Observations
Bitcoind startup performance (Fully synced node)
While running procmon when starting bitcoind.exe I noticed millions of file open/read/close events to the chainstate leveldb dir. The high frequency file open/close events occurred during this: (init.cpp)
if (!ActivateBestChain(state, chainparams)) ..
Investigating this further led me to level DB’s LRUCache. We use a value of 64 for max_open_files:
options.max_open_files = 64;
in static leveldb::Options GetOptions(size_t nCacheSize)
As far as I know and read online the default for LevelDB is 1000.

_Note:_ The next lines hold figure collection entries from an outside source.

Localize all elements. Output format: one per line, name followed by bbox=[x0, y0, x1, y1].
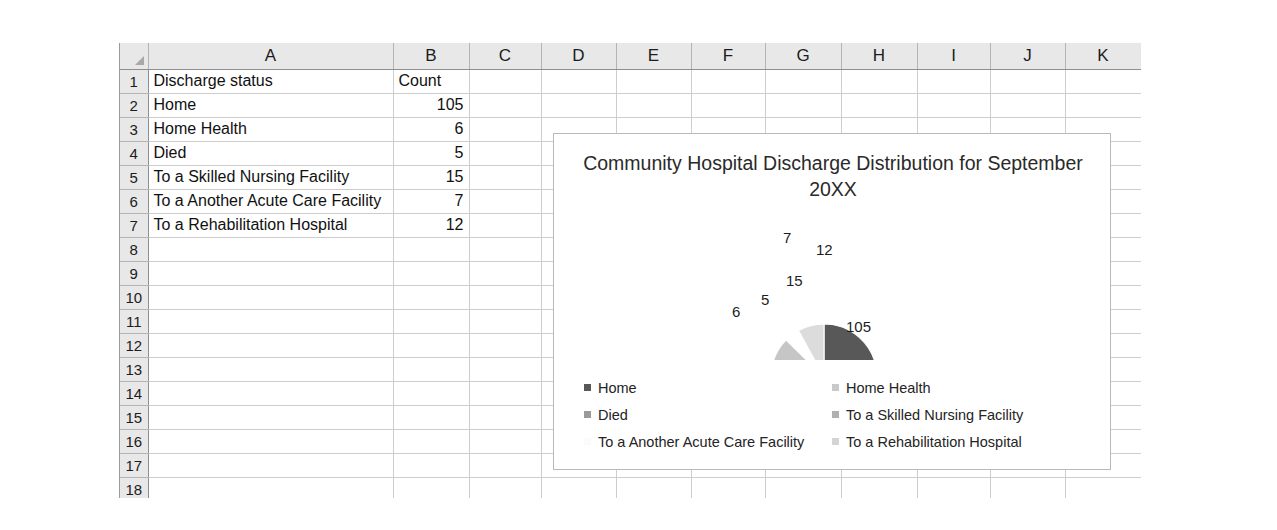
cell-c3[interactable] bbox=[469, 117, 541, 141]
cell-e18[interactable] bbox=[616, 477, 691, 498]
legend-item-3[interactable]: To a Skilled Nursing Facility bbox=[832, 407, 1084, 423]
cell-a4[interactable]: Died bbox=[148, 141, 393, 165]
cell-g1[interactable] bbox=[765, 69, 841, 93]
legend-item-5[interactable]: To a Rehabilitation Hospital bbox=[832, 434, 1084, 450]
cell-a6[interactable]: To a Another Acute Care Facility bbox=[148, 189, 393, 213]
cell-a12[interactable] bbox=[148, 333, 393, 357]
cell-c15[interactable] bbox=[469, 405, 541, 429]
cell-a17[interactable] bbox=[148, 453, 393, 477]
cell-c14[interactable] bbox=[469, 381, 541, 405]
cell-b9[interactable] bbox=[393, 261, 469, 285]
cell-a13[interactable] bbox=[148, 357, 393, 381]
row-header-14[interactable]: 14 bbox=[120, 381, 148, 405]
cell-i1[interactable] bbox=[917, 69, 990, 93]
cell-f1[interactable] bbox=[691, 69, 765, 93]
cell-i2[interactable] bbox=[917, 93, 990, 117]
cell-c9[interactable] bbox=[469, 261, 541, 285]
cell-b11[interactable] bbox=[393, 309, 469, 333]
cell-a5[interactable]: To a Skilled Nursing Facility bbox=[148, 165, 393, 189]
cell-i18[interactable] bbox=[917, 477, 990, 498]
table-row[interactable]: 18 bbox=[120, 477, 1141, 498]
cell-a18[interactable] bbox=[148, 477, 393, 498]
cell-g2[interactable] bbox=[765, 93, 841, 117]
cell-b4[interactable]: 5 bbox=[393, 141, 469, 165]
cell-a8[interactable] bbox=[148, 237, 393, 261]
legend-item-4[interactable]: To a Another Acute Care Facility bbox=[584, 434, 832, 450]
cell-b15[interactable] bbox=[393, 405, 469, 429]
cell-a2[interactable]: Home bbox=[148, 93, 393, 117]
column-header-f[interactable]: F bbox=[691, 43, 765, 69]
row-header-6[interactable]: 6 bbox=[120, 189, 148, 213]
cell-c18[interactable] bbox=[469, 477, 541, 498]
row-header-13[interactable]: 13 bbox=[120, 357, 148, 381]
cell-e1[interactable] bbox=[616, 69, 691, 93]
cell-c13[interactable] bbox=[469, 357, 541, 381]
cell-b12[interactable] bbox=[393, 333, 469, 357]
cell-c4[interactable] bbox=[469, 141, 541, 165]
cell-b18[interactable] bbox=[393, 477, 469, 498]
table-row[interactable]: 1Discharge statusCount bbox=[120, 69, 1141, 93]
cell-c10[interactable] bbox=[469, 285, 541, 309]
cell-a11[interactable] bbox=[148, 309, 393, 333]
select-all-corner[interactable] bbox=[120, 43, 148, 69]
cell-a3[interactable]: Home Health bbox=[148, 117, 393, 141]
table-row[interactable]: 2Home105 bbox=[120, 93, 1141, 117]
cell-c12[interactable] bbox=[469, 333, 541, 357]
row-header-17[interactable]: 17 bbox=[120, 453, 148, 477]
row-header-18[interactable]: 18 bbox=[120, 477, 148, 498]
cell-f18[interactable] bbox=[691, 477, 765, 498]
row-header-9[interactable]: 9 bbox=[120, 261, 148, 285]
column-header-k[interactable]: K bbox=[1065, 43, 1141, 69]
cell-c5[interactable] bbox=[469, 165, 541, 189]
cell-b2[interactable]: 105 bbox=[393, 93, 469, 117]
cell-b13[interactable] bbox=[393, 357, 469, 381]
column-header-d[interactable]: D bbox=[541, 43, 616, 69]
cell-c1[interactable] bbox=[469, 69, 541, 93]
cell-c8[interactable] bbox=[469, 237, 541, 261]
cell-b7[interactable]: 12 bbox=[393, 213, 469, 237]
cell-d1[interactable] bbox=[541, 69, 616, 93]
cell-b8[interactable] bbox=[393, 237, 469, 261]
cell-c6[interactable] bbox=[469, 189, 541, 213]
row-header-15[interactable]: 15 bbox=[120, 405, 148, 429]
cell-c2[interactable] bbox=[469, 93, 541, 117]
cell-d18[interactable] bbox=[541, 477, 616, 498]
column-header-c[interactable]: C bbox=[469, 43, 541, 69]
row-header-5[interactable]: 5 bbox=[120, 165, 148, 189]
cell-c11[interactable] bbox=[469, 309, 541, 333]
cell-c7[interactable] bbox=[469, 213, 541, 237]
column-header-h[interactable]: H bbox=[841, 43, 917, 69]
cell-g18[interactable] bbox=[765, 477, 841, 498]
cell-c16[interactable] bbox=[469, 429, 541, 453]
cell-b16[interactable] bbox=[393, 429, 469, 453]
cell-h18[interactable] bbox=[841, 477, 917, 498]
row-header-16[interactable]: 16 bbox=[120, 429, 148, 453]
cell-e2[interactable] bbox=[616, 93, 691, 117]
cell-b5[interactable]: 15 bbox=[393, 165, 469, 189]
column-header-e[interactable]: E bbox=[616, 43, 691, 69]
legend-item-2[interactable]: Died bbox=[584, 407, 832, 423]
row-header-2[interactable]: 2 bbox=[120, 93, 148, 117]
row-header-4[interactable]: 4 bbox=[120, 141, 148, 165]
legend-item-0[interactable]: Home bbox=[584, 380, 832, 396]
cell-k1[interactable] bbox=[1065, 69, 1141, 93]
cell-k18[interactable] bbox=[1065, 477, 1141, 498]
cell-b17[interactable] bbox=[393, 453, 469, 477]
cell-h1[interactable] bbox=[841, 69, 917, 93]
row-header-12[interactable]: 12 bbox=[120, 333, 148, 357]
embedded-pie-chart[interactable]: Community Hospital Discharge Distributio… bbox=[553, 133, 1111, 470]
cell-a16[interactable] bbox=[148, 429, 393, 453]
cell-a7[interactable]: To a Rehabilitation Hospital bbox=[148, 213, 393, 237]
cell-a10[interactable] bbox=[148, 285, 393, 309]
cell-a14[interactable] bbox=[148, 381, 393, 405]
cell-b6[interactable]: 7 bbox=[393, 189, 469, 213]
cell-a1[interactable]: Discharge status bbox=[148, 69, 393, 93]
cell-a9[interactable] bbox=[148, 261, 393, 285]
column-header-i[interactable]: I bbox=[917, 43, 990, 69]
column-header-g[interactable]: G bbox=[765, 43, 841, 69]
cell-d2[interactable] bbox=[541, 93, 616, 117]
cell-b14[interactable] bbox=[393, 381, 469, 405]
row-header-10[interactable]: 10 bbox=[120, 285, 148, 309]
cell-j18[interactable] bbox=[990, 477, 1065, 498]
column-header-a[interactable]: A bbox=[148, 43, 393, 69]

I’ve noticed some (I consider significant) performance improvements by increasing the max_open_files var to the default 1000. This avoids the overhead of many thousand (per second) open/close operations on the files in the chainstate dir. This also avoids the unnecessary high frequency allocations created each time on the heap (LevelDB’s Win32RandomAccessFile objects).
I am not a levelDB expert but from what I can gather this value needs to not exceed the maximum number of file handles that the process can have but 64 seems a bit on the low side.
Results
Here are some of my results while doing 5 iterations of max_open_files = 64 and 1000. The timings are timing the ActivateBestChain
function call (Using high resolution timer).
Questions:
- Why did we chose 64 as the fixed global value of max_open_files?
- Should we expose the max_open_files via a command line option or should we be smarter with this value since it has performance benefits (Perhaps even with initial chain sync?)
My system: Dell XPS 17 9560 i7-7700HQ CPU @ 2.8 GHz, 2801 Mhz, 4 Cores. 16GB Ram, 512GB PCIe SSD, Windows 10
Release build (MSVC optimizations on /O2)
It would be interesting if someone can try some tests on a Linux machine. It could be related to some overhead with Windows’ CreateFile while opening the files.
If it’s accepted that this is a performance bottle neck then I am happy to propose a solution or do more research on this parameter. At the minimum expose it as a setting or command line option.